Are Phillips Curves Useful for Forecasting Inflation?

Original by A. Atkeson, L.E. Ohanian, 2001, 10 pagesHamster_gagarin_linkedin
hamster writter This summary note was posted on 22 April 2018, by in Finance #
  • Not proven to be useful for forecasting inflation
  • For the last 15 years economist have not produced a version of the Phillips Curve (PC) that makes more accurate predictions than a naive model presuming inflation over the next four quarters is the same as last four quarters
  • Given the weak theoretical and empirical underpinnings of the various incarnations of the PC we conclude that the search for yet another FC based forecasting model should be abandoned.

Types of models

  • Phillips curve is an equation that relates unemployment rate to a measure of the inflation rate
  • When unemployment is below a baseline rate of unemployment inflation rates tend to rise over time (and the otherway round)
  • The baseline inflation rate of unemployment is known as the non-accelerating inflation rate of unemployment (NAIRU)
  • NAIRU Phillips curves are widely used to produce inflation forecasts both in academic literature and policy making institutions such as the Federal Reserve (FR)
  • Modern specifications of NAIRU PC differs from early ones in that unemployment or some other measure of economic activity is used to forecast future changes in the inflation rate rather than the inflation rate itself.
  • Stock and Watson NAIRU models include lagged values of the unemployment rate or the activity index and the inflation rate as measured by the personal consumption expenditures (PCE deflator) and the consumer price index (CPI) rather than just the current unemployment rate to forecast inflation
  • The federal reserve’s Greenbook model use two measures of inflation: the gross national product deflator (GNP) and the GDP deflater
  • Naive model from publication predicts inflation over the next four quarters has equal to the inflation over the previous fours quarters: E_t(P(t+4)-P(t)) = 0 with P the percentage change in inflation
  • The textbook NAIRU model used in the publication specifies that the expected change in the inflation rate over the next four quarters is proportional to the unemployment rate minus the NAIRU: E(P(t+4)-P(t)) = Beta(U(t)-U(nairu)) with U the unemployment rate and Beta the slope of the Phillips Curve.

Short history

  • Unemployment has been suggested as an indicator of future inflation as early as 1926 (Fisher)
  • Early studies (1960s) document a negative correlation between unemployment rate and rate of nominal wage growth or the rate of inflation
  • Equations relating unemployment rates and inflation were first called Philips Curves
  • However there is no presumption that a statistical relationship observed in one economic environment would be stable enough to be useful for forecasting inflation when that economic environment changes
  • Theory predicts than any relationship between current unemployment and future inflation observed in historical data should be expected to change as the economic environment changes
  • There is a break point in the economic environment after 1970
  • Regression line from more recent data (1970-99) shows no relationship between unemployment and inflation
  • Lucas and Sargent (1979) argue that the breakdown of the PC and more complicated derivatives represents an “economic failure on a grand scale”.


What is being asked:
All lines from the one containing "Decode this image" through the final line of the material below must appear exactly as they are, with nothing else.
*** Opening of Data for processing ***
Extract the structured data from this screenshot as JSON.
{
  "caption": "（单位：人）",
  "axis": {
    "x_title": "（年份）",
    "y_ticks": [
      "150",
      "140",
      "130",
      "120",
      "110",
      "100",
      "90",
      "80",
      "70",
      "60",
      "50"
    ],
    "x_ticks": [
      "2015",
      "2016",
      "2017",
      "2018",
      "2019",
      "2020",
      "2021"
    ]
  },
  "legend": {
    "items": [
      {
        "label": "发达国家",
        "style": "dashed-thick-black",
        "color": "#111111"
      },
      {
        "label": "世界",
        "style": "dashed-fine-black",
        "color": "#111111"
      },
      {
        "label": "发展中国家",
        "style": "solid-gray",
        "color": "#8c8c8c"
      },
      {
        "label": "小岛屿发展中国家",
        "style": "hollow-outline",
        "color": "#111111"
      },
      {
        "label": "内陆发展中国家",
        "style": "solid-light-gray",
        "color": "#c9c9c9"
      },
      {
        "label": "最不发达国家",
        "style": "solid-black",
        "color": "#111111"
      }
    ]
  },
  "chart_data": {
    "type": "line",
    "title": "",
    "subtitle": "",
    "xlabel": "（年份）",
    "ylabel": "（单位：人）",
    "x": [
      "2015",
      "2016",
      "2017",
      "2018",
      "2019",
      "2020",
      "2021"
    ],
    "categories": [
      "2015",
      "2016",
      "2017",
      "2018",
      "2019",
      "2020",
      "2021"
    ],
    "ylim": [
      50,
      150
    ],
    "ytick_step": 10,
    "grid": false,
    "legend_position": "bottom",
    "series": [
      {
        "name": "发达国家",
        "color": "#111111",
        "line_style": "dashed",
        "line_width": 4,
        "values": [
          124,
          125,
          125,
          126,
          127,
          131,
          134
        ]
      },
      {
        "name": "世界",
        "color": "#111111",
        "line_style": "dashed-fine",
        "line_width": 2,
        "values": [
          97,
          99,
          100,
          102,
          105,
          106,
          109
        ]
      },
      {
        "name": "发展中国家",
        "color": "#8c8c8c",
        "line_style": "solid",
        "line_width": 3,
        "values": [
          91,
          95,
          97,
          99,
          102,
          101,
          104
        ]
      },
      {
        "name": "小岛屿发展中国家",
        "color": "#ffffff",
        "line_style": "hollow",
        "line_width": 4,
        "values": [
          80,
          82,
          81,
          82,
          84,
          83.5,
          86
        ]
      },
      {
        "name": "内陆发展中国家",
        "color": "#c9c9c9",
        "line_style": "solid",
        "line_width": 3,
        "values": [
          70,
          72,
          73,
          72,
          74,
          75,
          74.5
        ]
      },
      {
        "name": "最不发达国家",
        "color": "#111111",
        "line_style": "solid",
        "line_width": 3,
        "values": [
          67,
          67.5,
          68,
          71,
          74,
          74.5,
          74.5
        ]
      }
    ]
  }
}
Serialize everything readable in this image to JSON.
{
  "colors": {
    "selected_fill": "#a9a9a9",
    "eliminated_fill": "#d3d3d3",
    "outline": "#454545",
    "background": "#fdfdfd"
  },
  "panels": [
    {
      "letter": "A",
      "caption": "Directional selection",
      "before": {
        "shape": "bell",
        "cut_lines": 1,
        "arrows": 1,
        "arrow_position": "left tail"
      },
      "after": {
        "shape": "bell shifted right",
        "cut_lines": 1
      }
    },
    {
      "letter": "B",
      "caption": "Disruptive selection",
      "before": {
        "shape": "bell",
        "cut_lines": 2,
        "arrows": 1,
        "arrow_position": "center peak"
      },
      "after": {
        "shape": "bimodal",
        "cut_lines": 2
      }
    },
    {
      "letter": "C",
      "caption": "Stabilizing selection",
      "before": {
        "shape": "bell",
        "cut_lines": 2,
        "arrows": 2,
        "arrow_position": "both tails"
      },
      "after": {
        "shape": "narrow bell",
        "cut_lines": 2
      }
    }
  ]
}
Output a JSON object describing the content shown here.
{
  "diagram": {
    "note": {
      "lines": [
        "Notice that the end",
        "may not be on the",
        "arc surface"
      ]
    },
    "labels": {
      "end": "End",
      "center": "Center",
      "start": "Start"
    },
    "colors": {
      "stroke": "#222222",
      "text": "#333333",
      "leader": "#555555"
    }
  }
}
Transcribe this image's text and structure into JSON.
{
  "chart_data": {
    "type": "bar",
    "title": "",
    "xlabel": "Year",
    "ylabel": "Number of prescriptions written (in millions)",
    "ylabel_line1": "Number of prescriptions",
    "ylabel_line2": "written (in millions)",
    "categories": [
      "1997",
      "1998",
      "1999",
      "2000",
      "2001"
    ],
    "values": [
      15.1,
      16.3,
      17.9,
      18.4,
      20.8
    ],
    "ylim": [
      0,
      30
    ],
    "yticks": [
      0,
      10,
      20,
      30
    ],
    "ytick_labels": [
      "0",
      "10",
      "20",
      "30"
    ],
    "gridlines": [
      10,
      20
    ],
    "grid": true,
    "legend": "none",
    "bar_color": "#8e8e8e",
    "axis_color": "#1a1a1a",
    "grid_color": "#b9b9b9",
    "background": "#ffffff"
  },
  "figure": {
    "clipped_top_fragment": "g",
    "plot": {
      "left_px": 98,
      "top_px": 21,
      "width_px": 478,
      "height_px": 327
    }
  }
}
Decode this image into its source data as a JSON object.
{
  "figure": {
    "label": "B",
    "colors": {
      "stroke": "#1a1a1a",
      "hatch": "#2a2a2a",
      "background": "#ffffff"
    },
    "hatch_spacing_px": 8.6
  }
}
*** Close of Data for processing ***
Result:
Decode this image into its source data as a JSON object.
{
  "figure": {
    "label": "B",
    "colors": {
      "stroke": "#1a1a1a",
      "hatch": "#2a2a2a",
      "background": "#ffffff"
    },
    "hatch_spacing_px": 8.6
  }
}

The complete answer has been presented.